Digitally remastered.

In 2004, Rolling Stone ranked Ray number 10 on their list of "The 100 Greatest Artists of All Time" and was voted number 2 on their list of "The 100 Greatest Singers of All Time" in November 2008.


Ray Charles
The name Ray Charles is on a Star on Hollywood Boulevard’s Walk of Fame. The name Ray Charles designates a superstar worldwide. His bronze bust is enshrined in the Playboy Jazz Hall of Fame. There is the bronze medallion that was cast and presented to him by the French Republic on behalf of the French people. In just about every Hall of Fame that has anything to do with music, be it Rhythm & Blues, Jazz, Rock & Roll, Gospel or Country & Western, Ray’s name is very prominently displayed. There are many awards given to him in the foregoing categories as proof.

Probably the strongest element in Ray Charles’ life, and the most concentrated driving force, was music. Ray often said, “I was born with music inside me. That’s the only explanation I know.”

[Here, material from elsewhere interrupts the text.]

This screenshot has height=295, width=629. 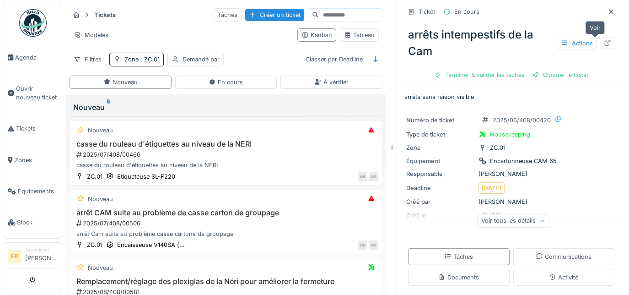 I want to click on div: Responsable, so click(x=440, y=173).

Ray Charles was not born blind. In fact, it took almost seven years for him to lose his sight in its entirety, which means he had seven years to see the joy and sadness of this big wonderful world – a world he would never see again. As a seven year old child, in searching for light, he stared at the sun continuously, thereby eliminating all chances of the modern-day miracle, cornea transplants – a surgery unheard of in 1937.

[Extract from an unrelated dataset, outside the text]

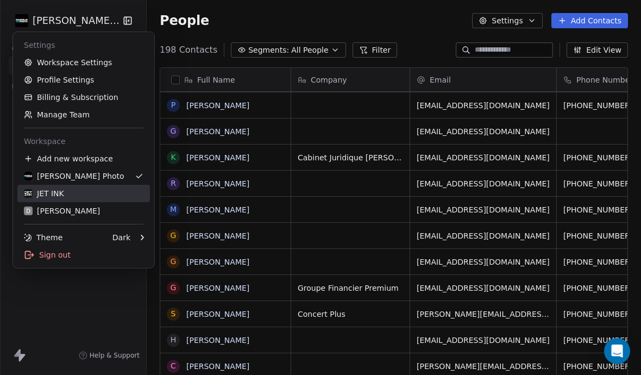  What do you see at coordinates (188, 50) in the screenshot?
I see `span: 198 Contacts` at bounding box center [188, 50].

Perhaps the reason that Ray Charles made music his mistress and fell madly in love with the lady is that music was a natural to him. Ray sat at a piano and the music began; he opened his mouth and the lyrics began. He was in absolute control.

But the rest of his life was not quite so simple. Ray was born at the very beginning of the Great Depression – a depression that affected every civilized country in the world. Ray was born in 1930 in Albany, Georgia, the same year that another Georgia native by the name of Hoagy Carmichael, was already making his mark on the world. In 1930, the year of Ray’s birth, Hoagy recorded a song that became an all-time classic and remains so to this day; a song titled “Stardust.” It’s ironic that these two Georgia natives would someday cross paths again, as they did 30 years later when Ray Charles was asked by the State of Georgia to perform, in the Georgia Legislative Chambers, the song they had selected as their state song. That song was Ray’s version of “Georgia,” written by Hoagy Carmichael. Hoagy, who unfortunately was too ill to attend the event, was listening via telephone/satellite tie-up.

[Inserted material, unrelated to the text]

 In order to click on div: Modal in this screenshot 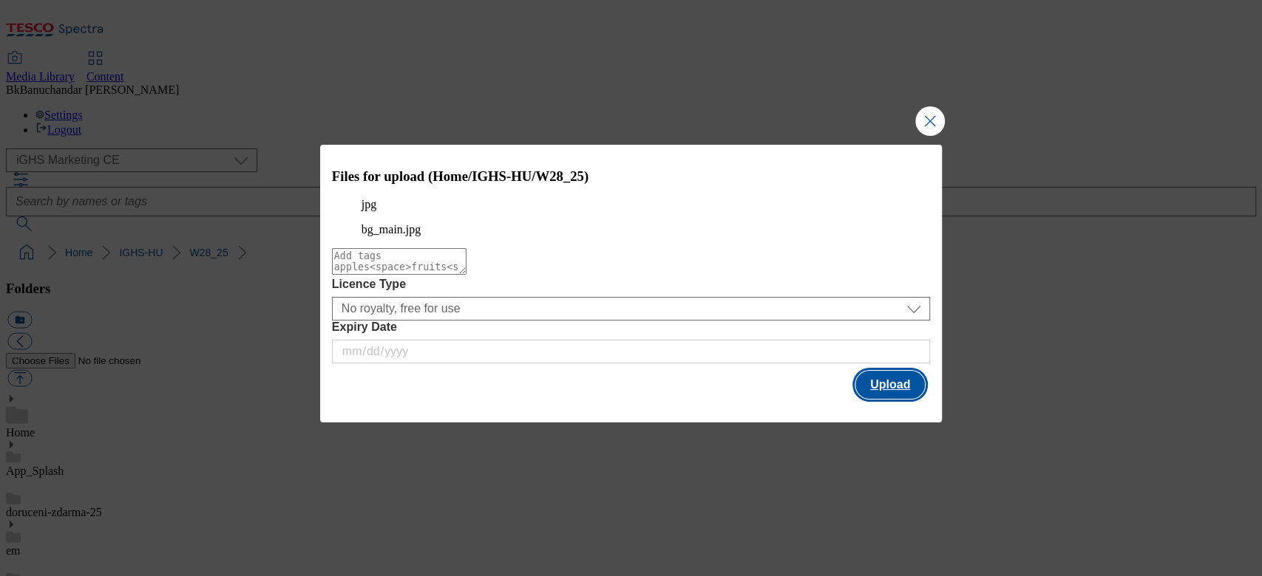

Ray’s mother and father, Aretha and Bailey, were “no-nonsense” parents. Even after Ray lost his sight, his mother continued to give him chores at home, in the rural area in which they lived, such as chopping wood for the wood burning stove in the kitchen in order for them to prepare their meals. Chores such as this often brought complaints from the neighbors, which were met with stern words from Mrs. Robinson. She told them her son was blind, not stupid, and he must continue to learn to do things, not only for himself, but for others as well. Unfortunately, Ray lost the guidance of his mother and the counseling of his father at a very young age. At 15 years old, Ray Charles was an orphan, but he still managed to make his way in this world under very trying conditions; living in the South and being of African-American heritage, plus being blind and an orphan.

Ray refused to roll over and play dead. Instead he continued his education in St. Augustine, at Florida’s State School for the Deaf and Blind. A few years later, Ray decided to move. His choice was Seattle, Washington. It was in Seattle that Ray recorded his first record. It was also in Seattle that the seed was planted for a lifelong friendship with Quincy Jones. More information please visit the Ray Charles homepage.